Eventually the heist happens, but when it comes time to divide up the money Sherry Peatty calls out to “Val.” Her husband hears her call another man’s name and shoots her, while Val shows up and mortally wounds him as well. With the original plot in ruins, as the rather annoying third-person voice-over narrator explains, the fallback plan is that whoever has the money at the end is supposed to hold on to it and notify the others when it’s safe to distribute the proceeds.
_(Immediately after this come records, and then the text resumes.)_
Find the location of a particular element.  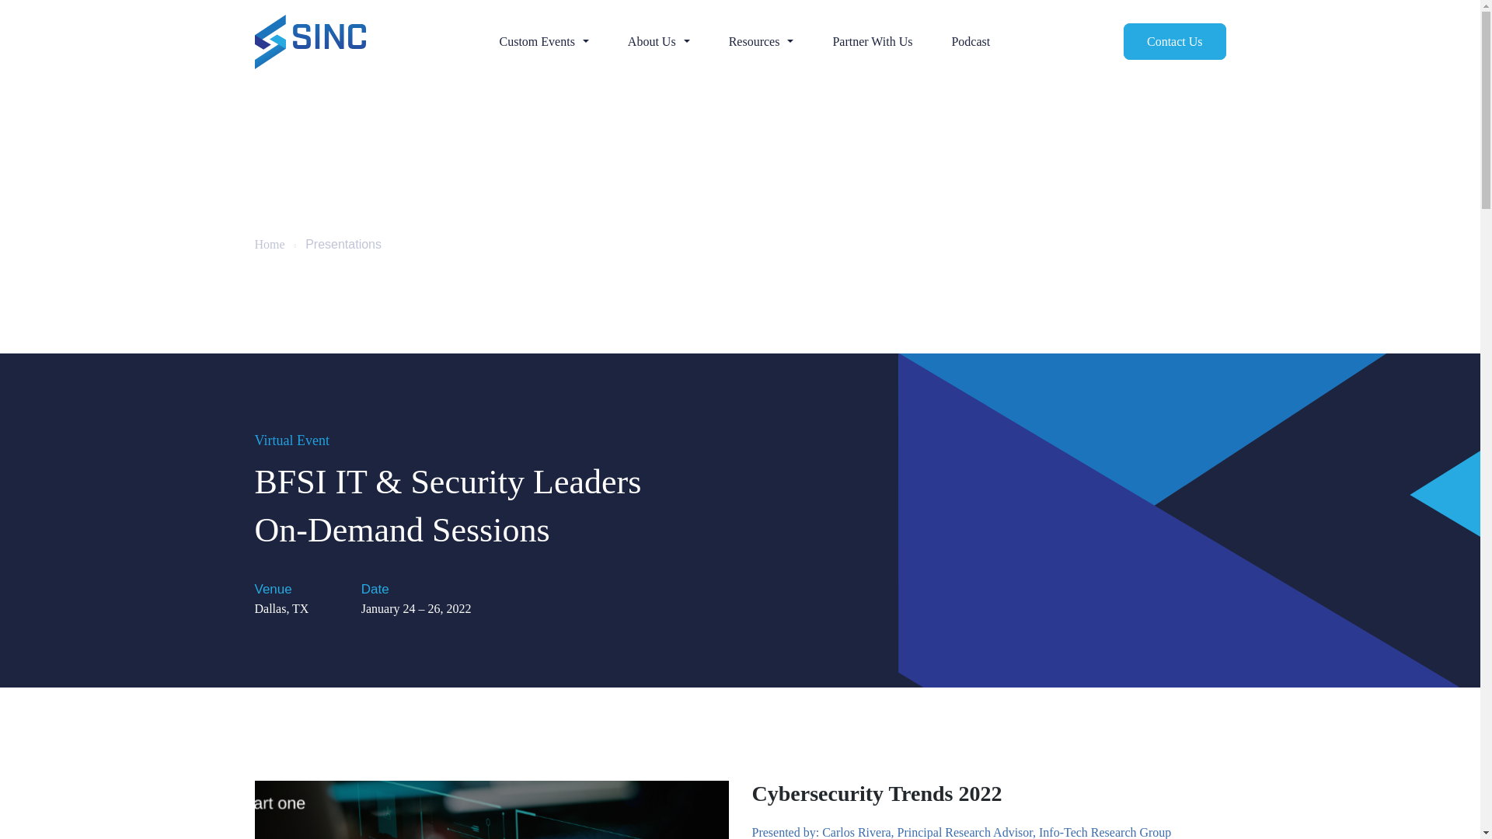

Partner With Us is located at coordinates (872, 42).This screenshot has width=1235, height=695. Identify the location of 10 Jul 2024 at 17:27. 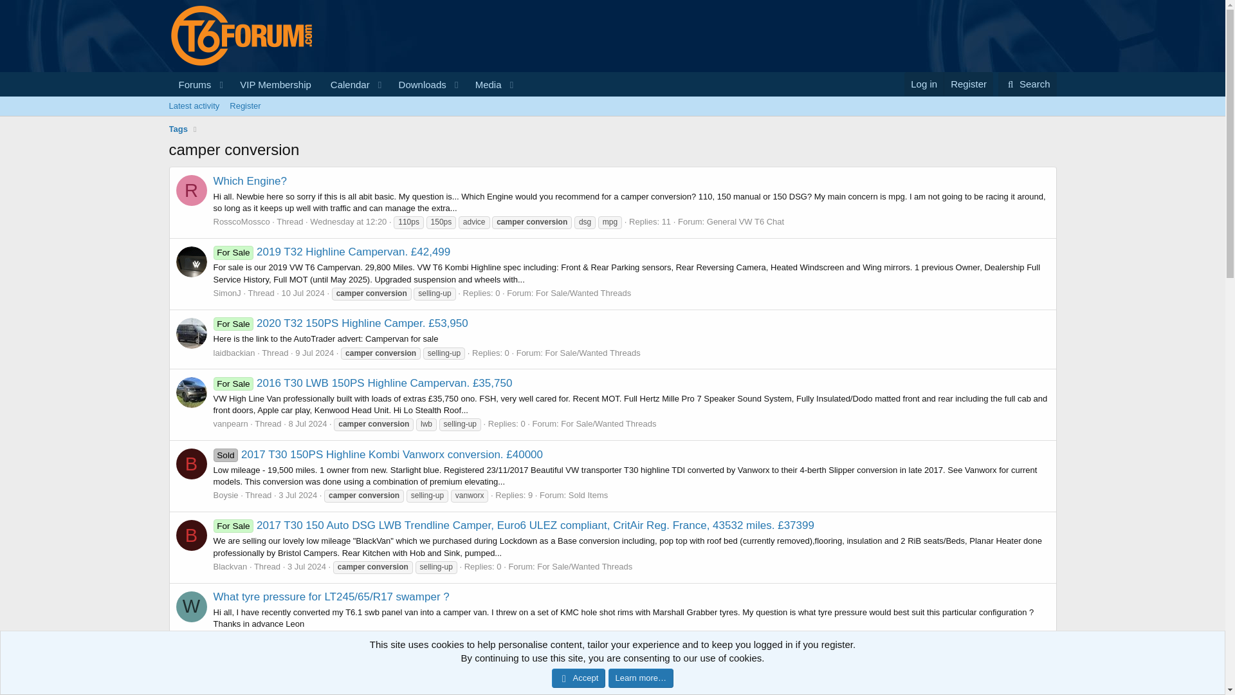
(302, 293).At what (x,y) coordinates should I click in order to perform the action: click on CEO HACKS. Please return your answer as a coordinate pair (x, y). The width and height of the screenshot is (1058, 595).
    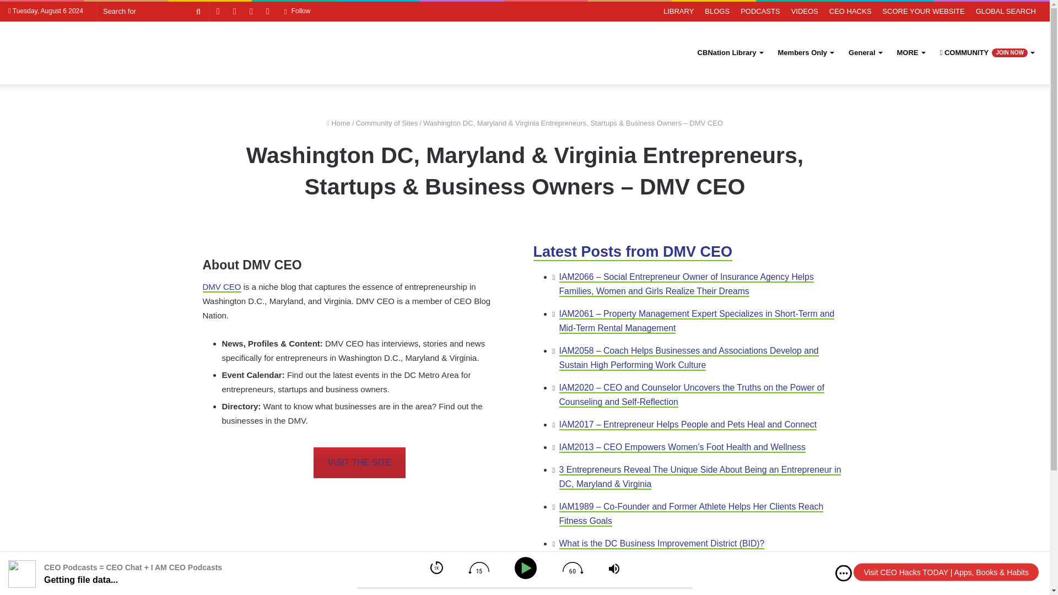
    Looking at the image, I should click on (850, 11).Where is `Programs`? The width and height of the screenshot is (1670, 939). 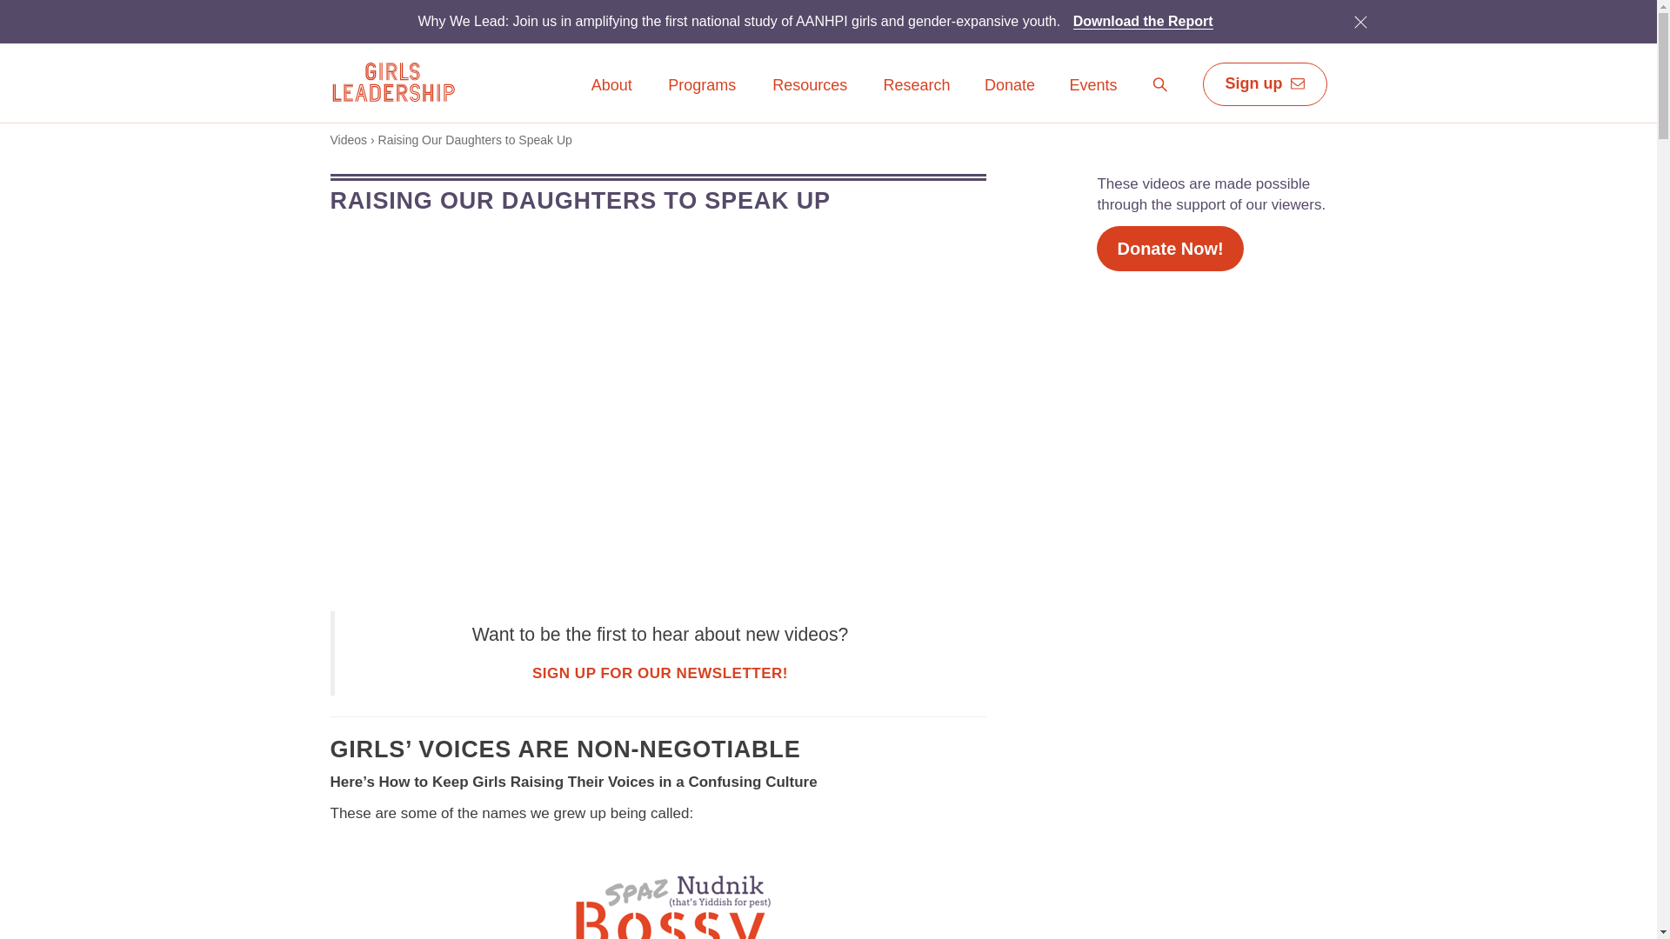 Programs is located at coordinates (660, 673).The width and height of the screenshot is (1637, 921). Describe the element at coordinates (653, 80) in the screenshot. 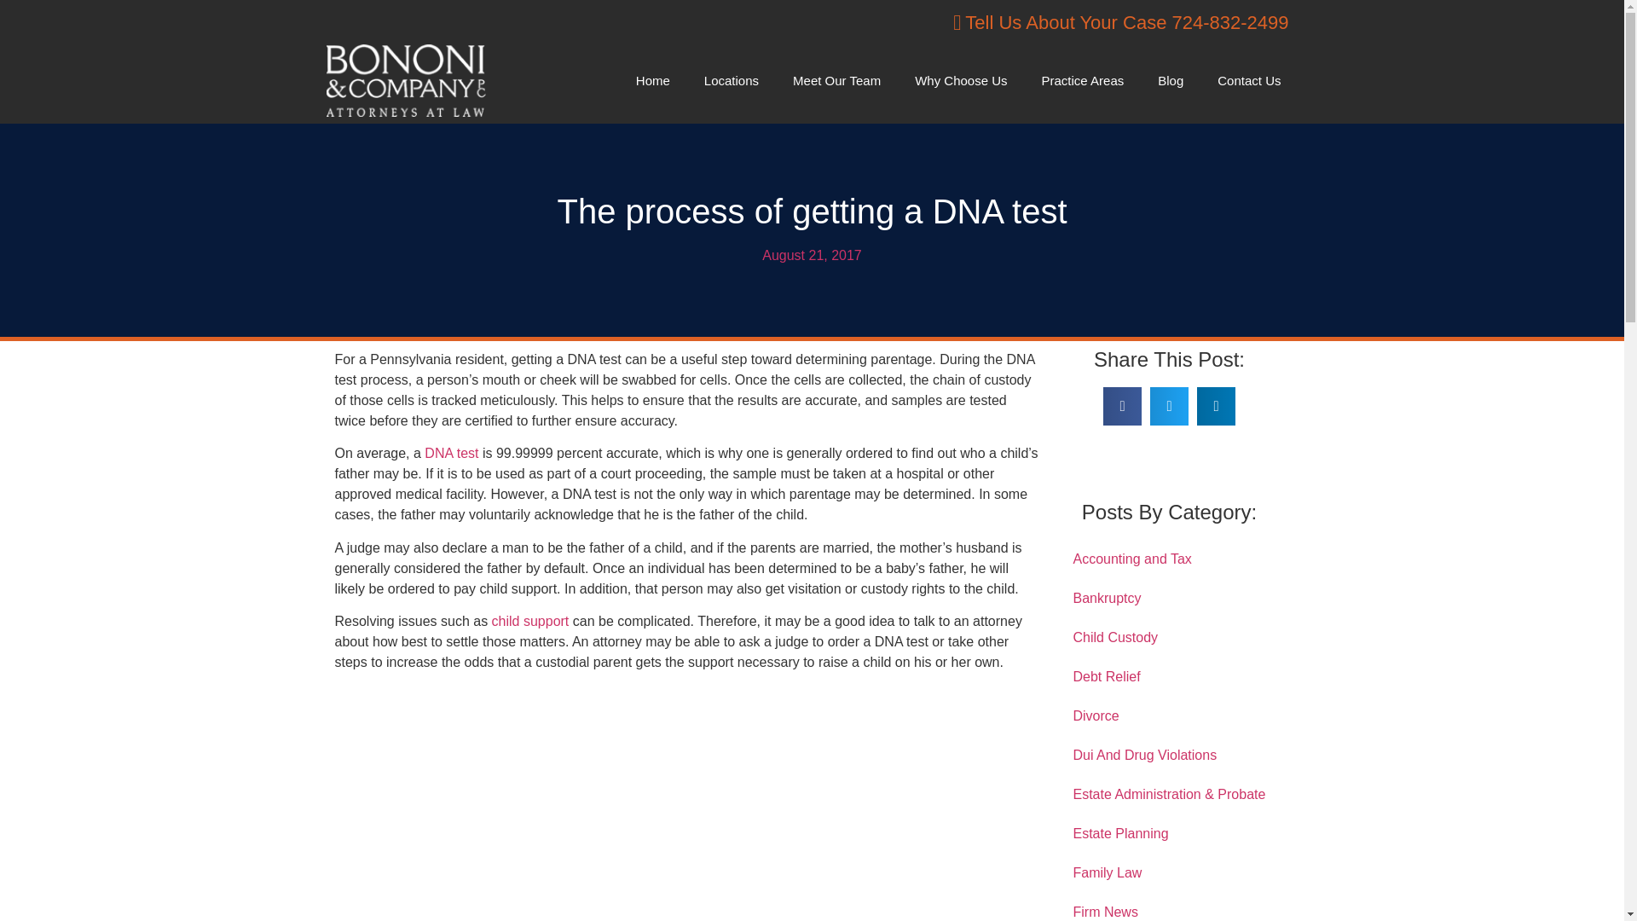

I see `Home` at that location. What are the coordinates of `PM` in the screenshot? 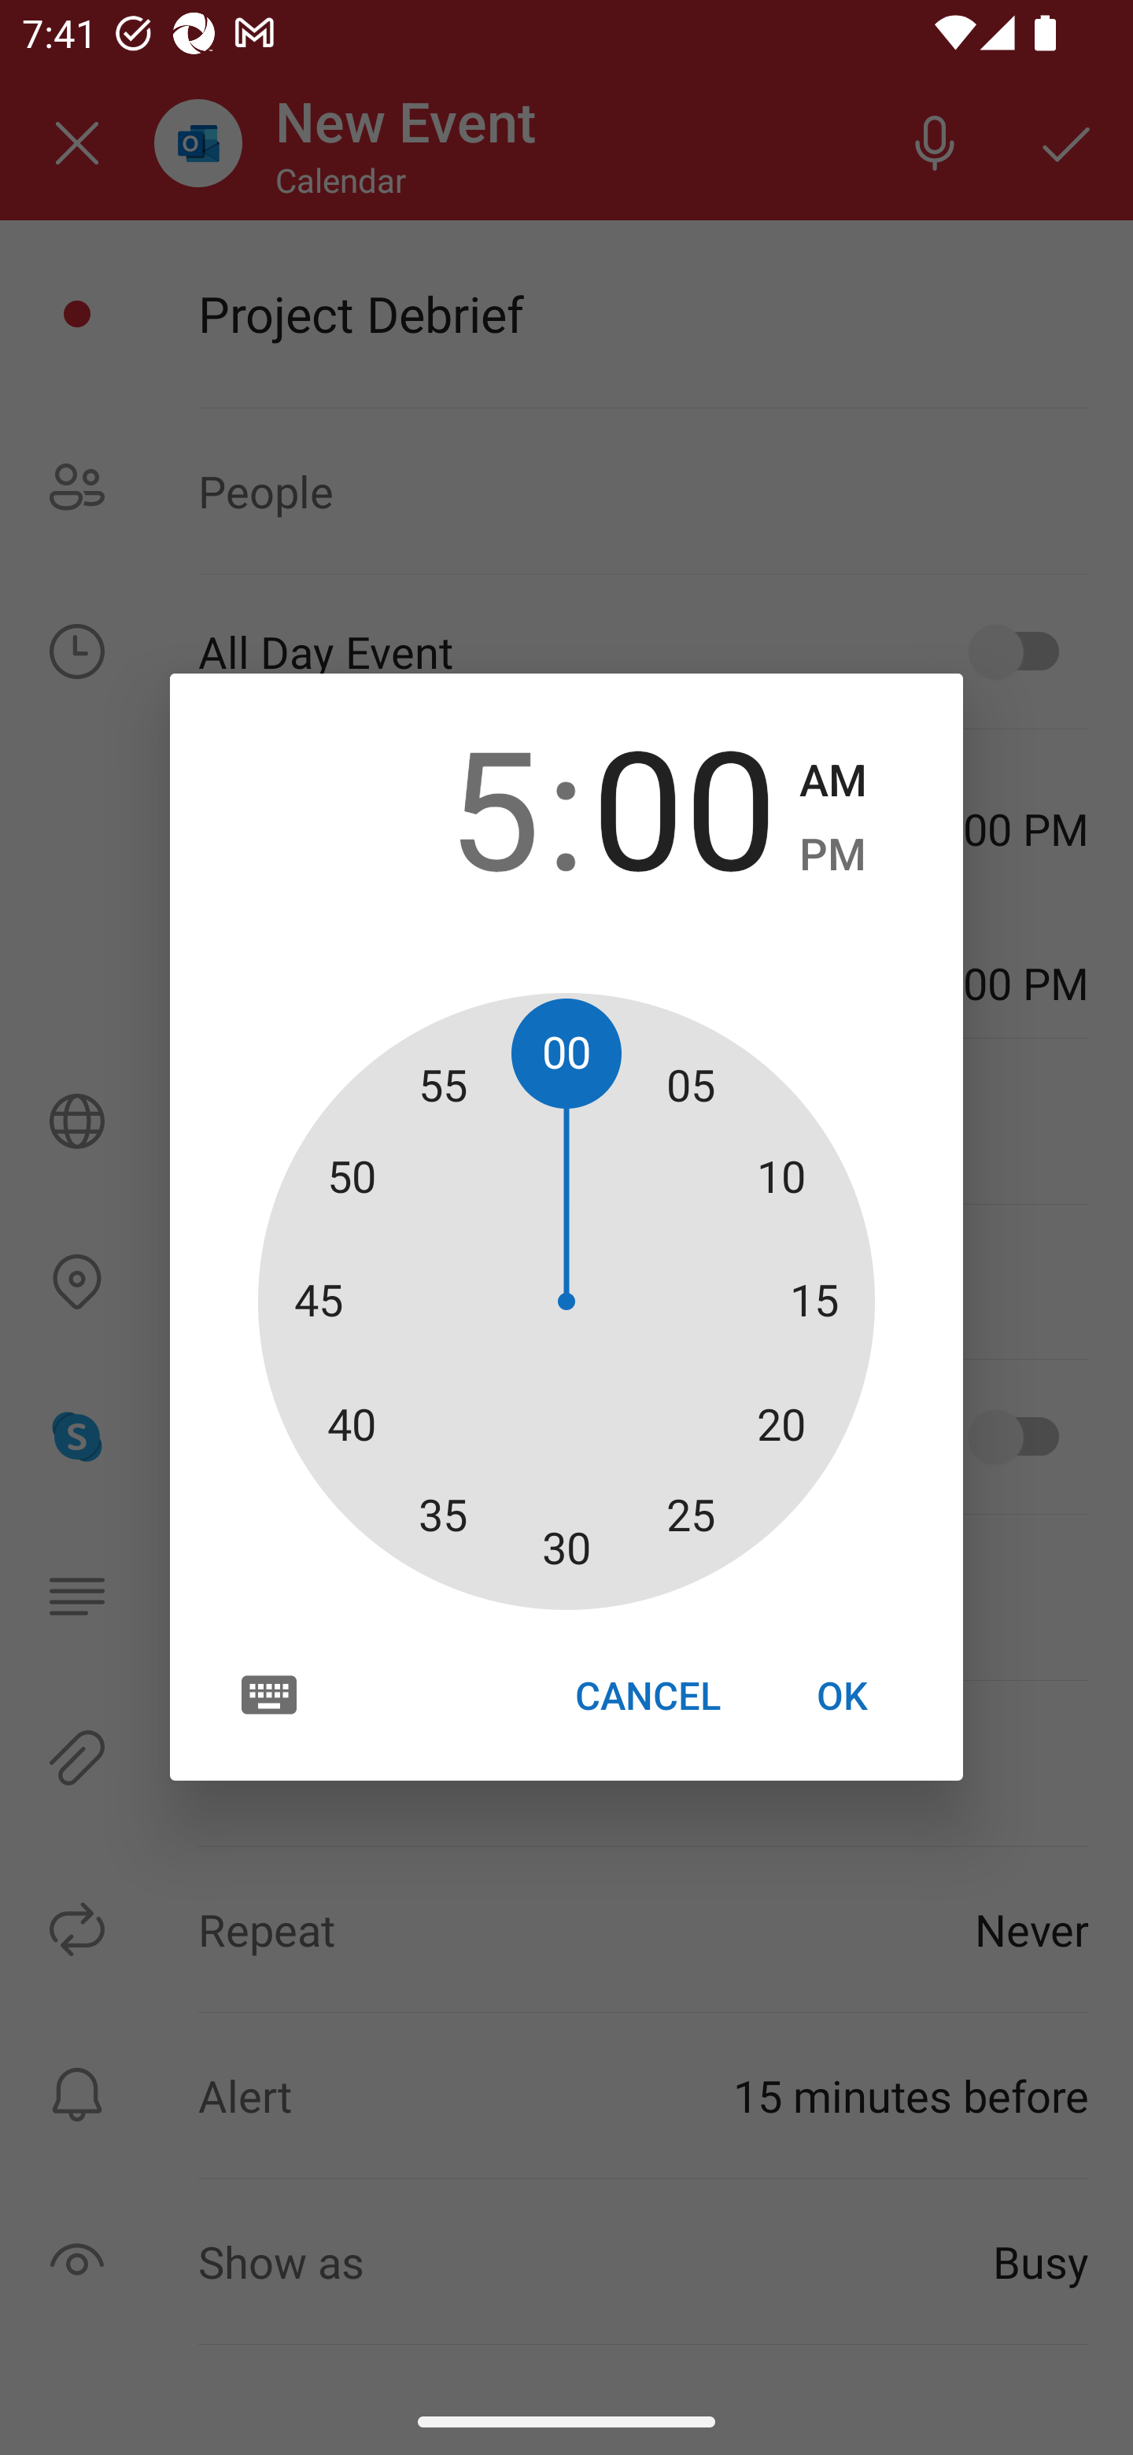 It's located at (833, 855).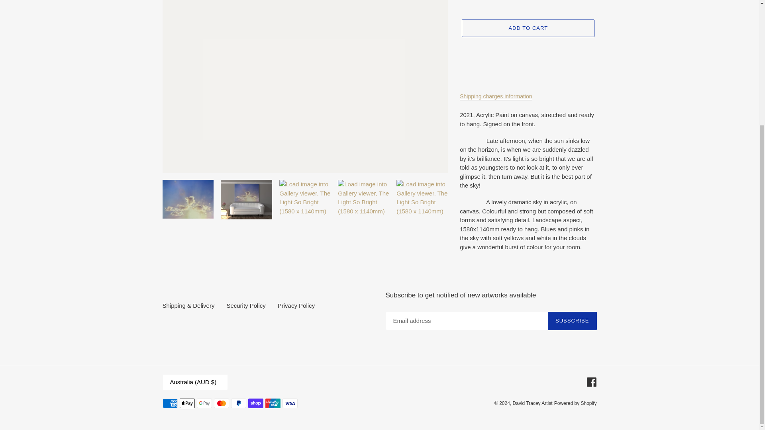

Johnny Clay has the money, and ironically he drives by the marquee of a burlesque theatre advertising comedian Lenny Bruce (well before Bruce rose out of the confines of burlesque and became a highly acclaimed nightclub comedian and social satirist, only to die of a heroin overdose at age 40 in 1966). He picks up a used suitcase at a pawnshop – the suitcase bears the logo of Las Vegas’s Flamingo Hotel, the pioneering casino notoriously backed by organized crime – stuffs the money into it, and takes a taxi to the airport with the intent of boarding a flight to Boston and taking the money there. Only Johnny and Fay are told that the suitcase is too big to fit inside the passenger compartment, and just as they agree to allow it to go into the baggage claim process, an elderly woman (Cecil Elliott) loses control of her obnoxious dog. The driver of the baggage cart slams on his brakes to avoid running over the dog, and the suitcase with the money falls off the cart. The money spills out all over the place, blown by the draft of the propellers, and Johnny and Fay resignedly accept their fate and are arrested by a pair of plainclothes officers (Charles Cane and Robert B. Williams). The Killing is a quite accomplished film, though to my mind Kubrick’s second film, Killer’s Kiss (also a film noir) is even more dreamlike and hallucinatory. It would attract the attention of mega-star Kirk Douglas to Kubrick and allow him to make Paths of Glory (1957) and Spartacus (1960), though I still think Kubrick’s best films are the near-future trilogy he’d make after Lolita (1962): Dr. Strangelove, 2001: A Space Odyssey (1968), and A Clockwork Orange (1971).